Schwarzschild goes as far as the event horizon and blows up. Then people deem the r=rs event-horizon singularity to be a mere artefact that can be readily overcome. I say it can't.

> "It's certainly possible to object that at or inside an event horizon, the equations may not apply - that there's some boundary condition that we need to take into account, etc. But in order to do that plausibly, you have to provide an alternative hypothesis that can be verified with a mathematical solution, or else you're just effectively making an unsubstantiated claim".

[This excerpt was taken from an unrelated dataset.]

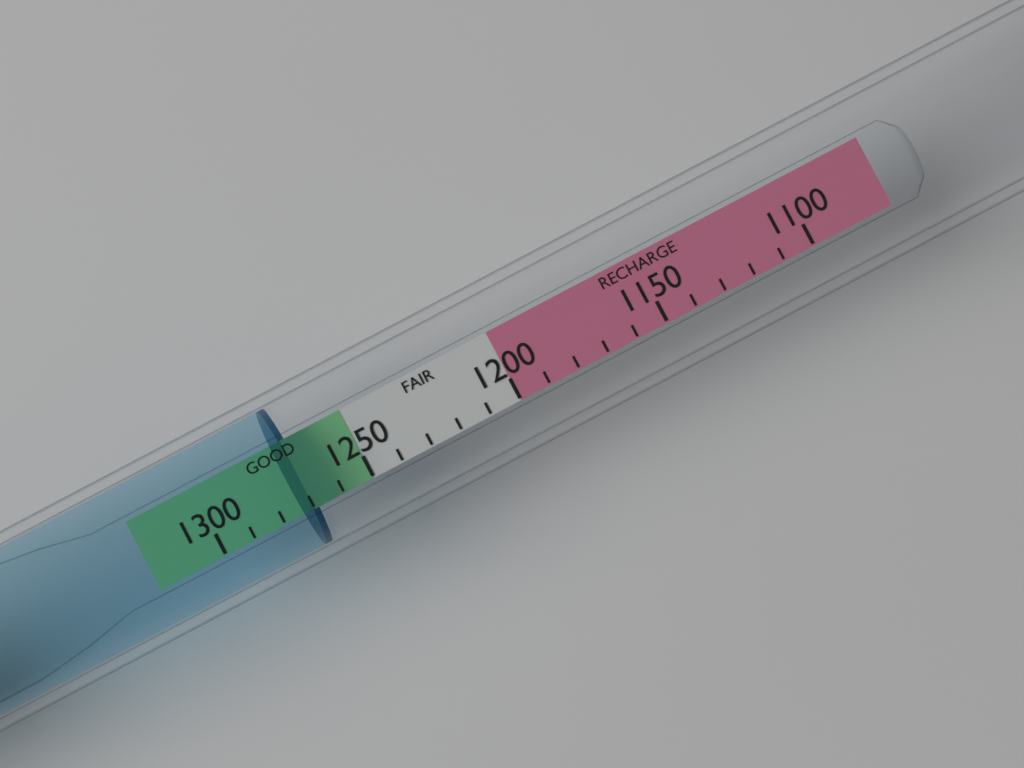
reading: 1270 (no unit)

This is what the frozen-star interpretation is. It isn't something I've invented. Besides, we already have the mathematical solution, it's just that most people won't accept what it says. Because they don't understand time. Because they've never read this. They have it drummed into them that a clock measures proper time. It doesn't. It "clocks up" some kind of regular cyclical local motion and displays a cumulative result that we call the time. When the light can't get out, there isn't any. Something else that never ceases to surprise me is that most people don't know that the upward photon doesn't lose any energy, or that it speeds up as it ascends.

> "What you've been doing seems to fall firmly into the "unsubstantiated claim" camp, at least so far. I'm pointing out that, given seemingly valid solutions to the field equations that give a result that's consistent with expectations, it's not reasonable to expect anyone else to accept an unsubstantiated claim to the contrary. Why should they?"

Because they understand gravity. Because they understand the wave nature of matter and why their pencil falls down. Because the speed of light up here is greater than the speed of light down there. Because a concentration of energy in the guise of a planet "conditions" the surrounding space, altering its properties, this effect diminishing with distance.

> "If your answer to this is that your solution arises out of appropriate application of existing theory, then as mentioned above, that's easily settled - let's see the math".